Gifting Made Simple
Give the Gift of ChoiceClick below to purchase a Pine Centre eGift Card that can be used at participating retailers at Pine Centre.Purchase HereHome
Understanding Self-Worth: A Guide to Worth-Conscious Theory and Psychotherapeutic Practice
Coles
Loading Inventory...
Understanding Self-Worth: A Guide to Worth-Conscious Theory and Psychotherapeutic Practice
By None
Current price: $333.50

Coles
Understanding Self-Worth: A Guide to Worth-Conscious Theory and Psychotherapeutic Practice
By None
Current price: $333.50
Loading Inventory...
Size: Hardcover
*Product information and pricing may vary - to confirm current pricing, availability, shipping, and return information please contact Coles. In the event of a pricing discrepancy, the retailer's price will apply.

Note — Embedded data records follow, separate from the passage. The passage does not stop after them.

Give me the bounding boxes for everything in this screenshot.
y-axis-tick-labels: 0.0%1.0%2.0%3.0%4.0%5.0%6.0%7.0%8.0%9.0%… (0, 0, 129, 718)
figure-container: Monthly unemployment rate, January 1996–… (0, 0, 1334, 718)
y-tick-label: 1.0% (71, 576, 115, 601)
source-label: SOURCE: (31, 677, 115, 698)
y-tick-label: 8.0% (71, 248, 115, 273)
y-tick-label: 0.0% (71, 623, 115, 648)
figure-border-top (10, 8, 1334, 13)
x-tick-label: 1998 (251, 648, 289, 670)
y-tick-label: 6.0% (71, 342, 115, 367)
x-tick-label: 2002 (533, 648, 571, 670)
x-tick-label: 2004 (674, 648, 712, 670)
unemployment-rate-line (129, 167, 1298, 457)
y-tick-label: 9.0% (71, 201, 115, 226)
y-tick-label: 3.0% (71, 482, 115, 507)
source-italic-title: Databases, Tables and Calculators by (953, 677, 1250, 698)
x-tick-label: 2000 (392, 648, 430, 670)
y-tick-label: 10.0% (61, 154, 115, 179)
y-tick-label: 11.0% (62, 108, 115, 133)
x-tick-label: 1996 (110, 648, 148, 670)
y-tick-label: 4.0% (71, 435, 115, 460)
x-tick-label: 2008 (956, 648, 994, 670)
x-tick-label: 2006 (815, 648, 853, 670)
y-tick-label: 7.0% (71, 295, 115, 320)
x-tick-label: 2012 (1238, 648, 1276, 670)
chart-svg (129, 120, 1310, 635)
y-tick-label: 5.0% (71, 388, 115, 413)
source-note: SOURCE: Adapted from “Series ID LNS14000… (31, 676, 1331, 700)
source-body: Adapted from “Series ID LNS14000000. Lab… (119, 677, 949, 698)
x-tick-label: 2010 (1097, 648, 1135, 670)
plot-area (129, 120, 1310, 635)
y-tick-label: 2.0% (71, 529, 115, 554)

Understanding Self-Worth: A Guide to Worth-Conscious Theory and Psychotherapeutic Practiceis a guide for psychotherapists confounded by the struggle of working with clients who present with a pervasive pattern of denied self-worth.When self-worth is perceived as conditional or denied altogether, clients may become complicit in creating a lost-worth story-the story they tell that keeps them denying their own worth. The denial may include generational abusive and/or intrusive injunctions that go against their lived truth.Psychotherapists will come away from this book with a deep understanding of the importance of attending to the degree of trauma experienced when the client's self-worth is separated from their individual truth. Moreover, where there is worth-based trauma, the psychotherapist will learn models both for helping clients gently and honestly reestablish a worthy and true sense of self and for consciously guiding clients toward recovery of human worth as a birthright.

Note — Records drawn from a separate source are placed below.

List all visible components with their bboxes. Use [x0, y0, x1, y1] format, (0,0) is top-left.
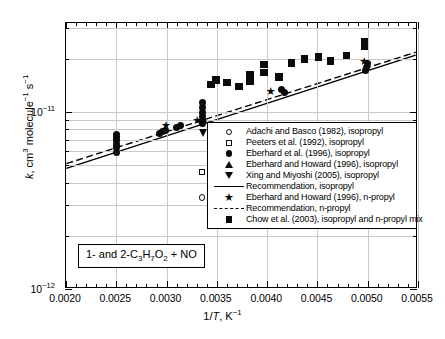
- legend-item[interactable]: ★Eberhard and Howard (1996), n-propyl: [212, 192, 412, 203]
- legend: Adachi and Basco (1982), isopropylPeeter…: [207, 122, 417, 229]
- x-tick-minor: [388, 22, 389, 26]
- x-tick-minor: [277, 284, 278, 288]
- legend-label: Peeters et al. (1992), isopropyl: [246, 137, 364, 148]
- data-point: [275, 73, 283, 81]
- y-gridline: [66, 112, 416, 113]
- data-point: [327, 57, 335, 65]
- legend-marker-tri-up-icon: [212, 159, 246, 170]
- x-tick-minor: [247, 22, 248, 26]
- x-tick-minor: [327, 284, 328, 288]
- x-tick-minor: [136, 22, 137, 26]
- data-point: [113, 131, 120, 138]
- x-tick-major: [317, 281, 318, 288]
- x-tick-minor: [146, 22, 147, 26]
- y-tick-minor: [65, 120, 69, 121]
- y-tick-label: 10−12: [0, 281, 55, 295]
- legend-item[interactable]: Peeters et al. (1992), isopropyl: [212, 137, 412, 148]
- y-tick-major: [65, 112, 72, 113]
- x-tick-minor: [177, 284, 178, 288]
- legend-marker-star-icon: ★: [212, 192, 246, 203]
- x-tick-minor: [297, 22, 298, 26]
- x-tick-major: [66, 281, 67, 288]
- legend-item[interactable]: Chow et al. (2003), isopropyl and n-prop…: [212, 214, 412, 225]
- y-tick-minor: [65, 165, 69, 166]
- legend-marker-line-dashed-icon: [212, 203, 246, 214]
- legend-item[interactable]: Recommendation, isopropyl: [212, 181, 412, 192]
- y-tick-major: [410, 112, 417, 113]
- x-tick-minor: [207, 22, 208, 26]
- legend-marker-circle-open-icon: [212, 126, 246, 137]
- legend-item[interactable]: Eberhard et al. (1996), isopropyl: [212, 148, 412, 159]
- y-tick-minor: [65, 28, 69, 29]
- x-tick-minor: [146, 284, 147, 288]
- y-tick-minor: [65, 140, 69, 141]
- data-point: [113, 149, 120, 156]
- x-axis-title: 1/T, K−1: [0, 308, 445, 322]
- legend-item[interactable]: Xing and Miyoshi (2005), isopropyl: [212, 170, 412, 181]
- x-tick-minor: [398, 22, 399, 26]
- x-tick-minor: [338, 22, 339, 26]
- x-tick-minor: [96, 284, 97, 288]
- y-tick-minor: [65, 205, 69, 206]
- data-point: [288, 59, 296, 67]
- x-tick-minor: [157, 22, 158, 26]
- legend-item[interactable]: Eberhard and Howard (1996), isopropyl: [212, 159, 412, 170]
- x-tick-major: [267, 281, 268, 288]
- x-tick-major: [116, 281, 117, 288]
- data-point: ★: [161, 120, 171, 131]
- marker-glyph: ★: [224, 192, 234, 203]
- x-tick-minor: [287, 22, 288, 26]
- x-tick-minor: [197, 22, 198, 26]
- data-point: ★: [359, 56, 369, 67]
- data-point: [260, 69, 268, 77]
- data-point: [199, 129, 207, 137]
- x-tick-minor: [388, 284, 389, 288]
- x-tick-minor: [348, 22, 349, 26]
- y-tick-minor: [65, 129, 69, 130]
- marker-glyph: [225, 161, 233, 168]
- x-tick-minor: [86, 284, 87, 288]
- data-point: [301, 55, 309, 63]
- x-tick-minor: [348, 284, 349, 288]
- legend-label: Xing and Miyoshi (2005), isopropyl: [246, 170, 379, 181]
- reaction-annotation: 1- and 2-C3H7O2 + NO: [78, 244, 205, 268]
- y-tick-minor: [65, 59, 69, 60]
- x-tick-minor: [96, 22, 97, 26]
- x-tick-minor: [126, 284, 127, 288]
- x-tick-minor: [398, 284, 399, 288]
- data-point: [315, 53, 323, 61]
- legend-item[interactable]: Adachi and Basco (1982), isopropyl: [212, 126, 412, 137]
- x-tick-minor: [307, 284, 308, 288]
- y-tick-minor: [65, 151, 69, 152]
- marker-glyph: [214, 186, 244, 187]
- x-tick-minor: [358, 284, 359, 288]
- x-tick-minor: [297, 284, 298, 288]
- x-tick-minor: [327, 22, 328, 26]
- x-tick-major: [418, 281, 419, 288]
- legend-item[interactable]: Recommendation, n-propyl: [212, 203, 412, 214]
- x-tick-minor: [237, 284, 238, 288]
- x-tick-major: [217, 281, 218, 288]
- x-tick-minor: [177, 22, 178, 26]
- x-tick-minor: [307, 22, 308, 26]
- legend-label: Chow et al. (2003), isopropyl and n-prop…: [246, 214, 423, 225]
- legend-label: Recommendation, n-propyl: [246, 203, 350, 214]
- x-tick-major: [167, 281, 168, 288]
- x-tick-minor: [136, 284, 137, 288]
- data-point: ★: [192, 115, 202, 126]
- legend-label: Eberhard et al. (1996), isopropyl: [246, 148, 370, 159]
- legend-marker-tri-dn-icon: [212, 170, 246, 181]
- x-tick-minor: [227, 284, 228, 288]
- y-tick-minor: [413, 236, 417, 237]
- x-gridline: [418, 23, 419, 287]
- x-tick-minor: [76, 284, 77, 288]
- legend-label: Recommendation, isopropyl: [246, 181, 354, 192]
- data-point: [223, 79, 231, 87]
- y-tick-minor: [413, 59, 417, 60]
- data-point: [199, 194, 206, 201]
- x-tick-minor: [277, 22, 278, 26]
- x-tick-minor: [257, 284, 258, 288]
- x-tick-minor: [157, 284, 158, 288]
- legend-label: Adachi and Basco (1982), isopropyl: [246, 126, 383, 137]
- y-gridline: [66, 236, 416, 237]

Understanding Self-Worth: A Guide to Worth-Conscious Theory and Psychotherapeutic Practiceis a guide for psychotherapists confounded by the struggle of working with clients who present with a pervasive pattern of denied self-worth.When self-worth is perceived as conditional or denied altogether, clients may become complicit in creating a lost-worth story-the story they tell that keeps them denying their own worth. The denial may include generational abusive and/or intrusive injunctions that go against their lived truth.Psychotherapists will come away from this book with a deep understanding of the importance of attending to the degree of trauma experienced when the client's self-worth is separated from their individual truth. Moreover, where there is worth-based trauma, the psychotherapist will learn models both for helping clients gently and honestly reestablish a worthy and true sense of self and for consciously guiding clients toward recovery of human worth as a birthright.